Reading Old Books with Engineers

In yesterday’s post I described an approach I developed for encouraging and helping students to read old books and, more to the point, to derive understanding from them.

In a political theory course, last semester, I tried something different. In the first half of the course, I set students to work together on understanding three texts in democratic theory: Locke’s Second Treatise of Government, Rousseau’s The Social Contract, and Young’s Inclusion and Democracy.

I provided relatively little guidance, other than ideas on how to use books to develop understanding. After they had worked through each of the books, I set them an in-class, individual exercise I dubbed a distillation, in which they could use only the book and a pen or pencil in filling out a worksheet on which they were to set down an interpretation of the core ideas of the book.

I was impressed and encouraged by the way students took up the task. They would spend whole class sessions flipping back and forth, reading passages and debating their interpretation.

In the syllabus for that course, I described the distillation exercise as follows:

A distillation is a structured, in-class exercise in deriving coherent meaning from an original source in philosophy. It takes the form of a worksheet to be completed under controlled circumstances: the only items you may use during the exercise are a pen, the worksheet and a few pieces of scrap paper, and the book itself. These will be evaluated using the sub-rubric for theoretical understanding.

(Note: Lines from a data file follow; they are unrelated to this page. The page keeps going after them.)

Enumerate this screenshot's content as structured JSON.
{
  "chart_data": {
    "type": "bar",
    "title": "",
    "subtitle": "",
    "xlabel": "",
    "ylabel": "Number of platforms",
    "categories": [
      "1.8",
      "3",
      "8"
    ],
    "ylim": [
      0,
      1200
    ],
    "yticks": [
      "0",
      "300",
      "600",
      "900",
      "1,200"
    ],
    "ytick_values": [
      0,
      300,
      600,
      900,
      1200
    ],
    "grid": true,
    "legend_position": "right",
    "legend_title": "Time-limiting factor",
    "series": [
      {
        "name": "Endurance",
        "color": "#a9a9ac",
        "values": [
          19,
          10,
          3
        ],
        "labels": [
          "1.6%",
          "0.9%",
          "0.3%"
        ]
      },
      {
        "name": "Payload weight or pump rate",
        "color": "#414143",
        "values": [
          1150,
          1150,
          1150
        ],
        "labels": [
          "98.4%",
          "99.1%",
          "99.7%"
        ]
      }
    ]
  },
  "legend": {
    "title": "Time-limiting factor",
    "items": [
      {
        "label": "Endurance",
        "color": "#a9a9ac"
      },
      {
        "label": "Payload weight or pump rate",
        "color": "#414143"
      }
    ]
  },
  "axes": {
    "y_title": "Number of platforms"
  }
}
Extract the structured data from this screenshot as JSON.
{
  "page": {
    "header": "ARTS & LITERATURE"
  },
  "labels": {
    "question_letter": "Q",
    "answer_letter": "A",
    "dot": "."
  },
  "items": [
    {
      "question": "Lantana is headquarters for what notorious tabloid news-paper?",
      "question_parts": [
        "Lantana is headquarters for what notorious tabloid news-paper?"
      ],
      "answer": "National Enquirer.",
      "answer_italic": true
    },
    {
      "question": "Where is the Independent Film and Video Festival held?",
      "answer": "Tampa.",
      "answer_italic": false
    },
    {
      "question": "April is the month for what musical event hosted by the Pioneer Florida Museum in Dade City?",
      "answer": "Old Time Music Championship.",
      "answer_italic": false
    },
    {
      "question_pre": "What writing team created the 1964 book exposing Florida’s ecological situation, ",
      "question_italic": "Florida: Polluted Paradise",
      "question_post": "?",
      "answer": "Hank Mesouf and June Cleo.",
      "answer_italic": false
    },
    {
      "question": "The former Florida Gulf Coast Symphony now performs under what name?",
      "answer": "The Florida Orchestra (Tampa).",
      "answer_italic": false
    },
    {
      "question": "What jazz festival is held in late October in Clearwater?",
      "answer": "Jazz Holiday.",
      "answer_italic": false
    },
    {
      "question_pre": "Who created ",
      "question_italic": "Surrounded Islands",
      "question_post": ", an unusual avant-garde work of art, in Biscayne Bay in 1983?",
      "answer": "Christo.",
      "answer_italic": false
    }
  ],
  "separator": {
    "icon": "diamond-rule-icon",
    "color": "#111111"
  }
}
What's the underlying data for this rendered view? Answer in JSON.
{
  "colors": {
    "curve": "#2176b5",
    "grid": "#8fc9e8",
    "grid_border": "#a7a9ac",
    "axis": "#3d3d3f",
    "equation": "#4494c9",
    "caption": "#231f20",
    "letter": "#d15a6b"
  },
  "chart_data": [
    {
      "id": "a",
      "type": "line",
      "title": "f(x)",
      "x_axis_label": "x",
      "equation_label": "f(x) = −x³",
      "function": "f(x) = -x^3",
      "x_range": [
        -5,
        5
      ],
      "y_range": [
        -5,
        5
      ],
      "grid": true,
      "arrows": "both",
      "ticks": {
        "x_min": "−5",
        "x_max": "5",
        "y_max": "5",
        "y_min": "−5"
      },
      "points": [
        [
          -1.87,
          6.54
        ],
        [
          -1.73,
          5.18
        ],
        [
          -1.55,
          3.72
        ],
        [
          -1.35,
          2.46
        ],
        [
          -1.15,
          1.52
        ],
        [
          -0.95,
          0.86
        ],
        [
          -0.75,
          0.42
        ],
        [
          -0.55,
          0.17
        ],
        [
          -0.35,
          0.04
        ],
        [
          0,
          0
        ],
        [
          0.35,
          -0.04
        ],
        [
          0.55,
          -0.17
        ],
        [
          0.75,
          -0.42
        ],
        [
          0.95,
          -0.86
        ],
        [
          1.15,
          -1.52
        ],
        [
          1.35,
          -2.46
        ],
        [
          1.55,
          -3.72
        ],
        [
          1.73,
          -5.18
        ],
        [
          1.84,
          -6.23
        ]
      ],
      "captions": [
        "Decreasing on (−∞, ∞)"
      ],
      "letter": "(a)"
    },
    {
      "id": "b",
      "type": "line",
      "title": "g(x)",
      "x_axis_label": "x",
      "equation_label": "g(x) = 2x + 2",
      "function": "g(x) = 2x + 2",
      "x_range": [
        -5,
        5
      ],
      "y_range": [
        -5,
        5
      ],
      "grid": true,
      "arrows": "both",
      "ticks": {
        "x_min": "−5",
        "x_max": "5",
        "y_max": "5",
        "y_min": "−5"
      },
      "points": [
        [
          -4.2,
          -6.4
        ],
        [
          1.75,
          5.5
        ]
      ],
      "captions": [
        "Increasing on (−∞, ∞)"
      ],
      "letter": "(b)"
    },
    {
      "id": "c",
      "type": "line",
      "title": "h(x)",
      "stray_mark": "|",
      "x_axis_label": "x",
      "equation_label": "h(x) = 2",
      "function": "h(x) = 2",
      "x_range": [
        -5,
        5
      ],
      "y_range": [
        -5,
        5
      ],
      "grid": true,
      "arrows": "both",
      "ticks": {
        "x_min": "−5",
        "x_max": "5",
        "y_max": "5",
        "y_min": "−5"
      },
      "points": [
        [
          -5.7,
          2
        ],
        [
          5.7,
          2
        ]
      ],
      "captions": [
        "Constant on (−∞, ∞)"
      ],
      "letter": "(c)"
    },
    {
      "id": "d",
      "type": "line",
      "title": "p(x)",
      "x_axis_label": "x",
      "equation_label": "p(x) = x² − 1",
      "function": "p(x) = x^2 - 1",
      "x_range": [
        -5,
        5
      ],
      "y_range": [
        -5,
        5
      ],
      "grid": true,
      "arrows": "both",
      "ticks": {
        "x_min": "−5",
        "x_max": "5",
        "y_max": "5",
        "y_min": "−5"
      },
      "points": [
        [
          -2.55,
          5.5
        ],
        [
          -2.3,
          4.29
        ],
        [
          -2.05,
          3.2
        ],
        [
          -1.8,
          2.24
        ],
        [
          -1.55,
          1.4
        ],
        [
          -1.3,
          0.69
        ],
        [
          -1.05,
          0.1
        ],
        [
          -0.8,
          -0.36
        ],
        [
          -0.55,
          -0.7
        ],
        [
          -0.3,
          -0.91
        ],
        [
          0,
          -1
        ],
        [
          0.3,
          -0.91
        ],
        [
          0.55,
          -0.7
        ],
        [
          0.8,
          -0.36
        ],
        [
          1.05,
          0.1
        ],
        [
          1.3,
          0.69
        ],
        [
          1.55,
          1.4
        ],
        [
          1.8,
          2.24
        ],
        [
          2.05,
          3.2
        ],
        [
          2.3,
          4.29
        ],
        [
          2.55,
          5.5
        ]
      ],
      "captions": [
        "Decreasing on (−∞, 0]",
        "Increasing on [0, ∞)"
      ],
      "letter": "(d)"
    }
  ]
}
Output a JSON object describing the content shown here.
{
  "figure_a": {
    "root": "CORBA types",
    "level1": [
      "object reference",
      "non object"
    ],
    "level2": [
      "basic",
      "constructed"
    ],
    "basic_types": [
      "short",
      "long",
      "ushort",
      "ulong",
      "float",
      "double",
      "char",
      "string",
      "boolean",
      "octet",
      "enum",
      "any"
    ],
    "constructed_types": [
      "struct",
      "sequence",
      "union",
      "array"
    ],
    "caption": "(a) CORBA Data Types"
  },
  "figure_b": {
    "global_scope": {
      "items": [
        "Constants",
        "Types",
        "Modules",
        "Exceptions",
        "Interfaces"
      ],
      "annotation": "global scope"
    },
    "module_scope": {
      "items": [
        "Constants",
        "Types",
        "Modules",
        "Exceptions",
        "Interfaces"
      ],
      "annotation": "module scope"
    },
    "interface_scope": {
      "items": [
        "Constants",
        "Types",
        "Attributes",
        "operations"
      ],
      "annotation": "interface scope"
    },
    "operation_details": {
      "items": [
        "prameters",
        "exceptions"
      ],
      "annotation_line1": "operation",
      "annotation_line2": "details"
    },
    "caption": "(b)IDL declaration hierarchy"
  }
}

The “sub-rubric” – I need a better term for it! – was an expansion on the theoretical understanding criterion on the more general evaluation rubric of the course. I provided students both the general rubric and the sub-rubric along with the syllabus at the beginning of the term, and I reminded them of it often.

The distillation worksheet itself consisted of four questions, connected directly to the criteria on the sub-rubric.

  1. Domain

In a few sentences, using your own words, describe the domain across which the theory applies. What phenomena is it intended to explain and/or justify? To what phenomena does it not apply?

  1. Assumptions

List the key assumptions that inform the theory, each expressed as a complete sentence: What claims about the wider world would have to be true for this theory to be valid, or even plausible? Point out ways in which assumptions might be weak, problematic, and/or open to criticism.

  1. Specialized Vocabulary

List important terms used in the theoretical framework and provide a one-sentence definition of each. If the term is also used more broadly in other contexts, write a second sentence to specify how the more specialized use of the term within the theoretical framework departs from general usage.

  1. Synthesis

In a few paragraphs and using your own words, set out the core ideas and connections of the theory, including key inferences or arguments that hold the theory together; note any instances in which connections or inferences might be especially weak.

Make reference to the original source as necessary, providing page numbers and/or other standard reference numbers.

As I noted yesterday, though, I think I had mixed success with this approach.

The best of it was that students really did dig into the books, working together in groups to sort through them with relatively little guidance from me. I did provide some framing questions, and a few short lectures to clarify one point or another, but the students marked up their books and quoted passages to one another.

It seemed to me that a fair number of the students – though I only have impressions to go by – with a good initial grasp of the language of theory.

The worst of it is that I had students work through three books in quick succession, which made the first weeks of the semester a hard slog for them, and also created some distance between the theoretical work of the first part of the course and the practical work of the second part of the course.

If I use this approach again, I may start the course with a practical project, drawing from students own background understanding, to give them a sense of why some theoretical insight might help in unraveling complex problem situations in political decision making. Then, I would have them work through just one book before getting back to practical problem solving, or perhaps as part of a practical project.

In each of my current courses in practical ethics, I’ve taken the approach of starting with just one old book – Aristotle in one case, Aldo Leopold in the other – and providing other theoretical perspectives through shorter excerpts and chapters. I am not using the distillation exercise, though I might still do so in more theory-intensive courses like political philosophy.

I may “cover” fewer books that way, but coverage is not the point of my approach to teaching and learning.

The point is for students to come away with understanding of what theory is for and how to use it as a tool for discovery in practical problem solving.

The point is also for students to learn that old books are worth the trouble of a close reading.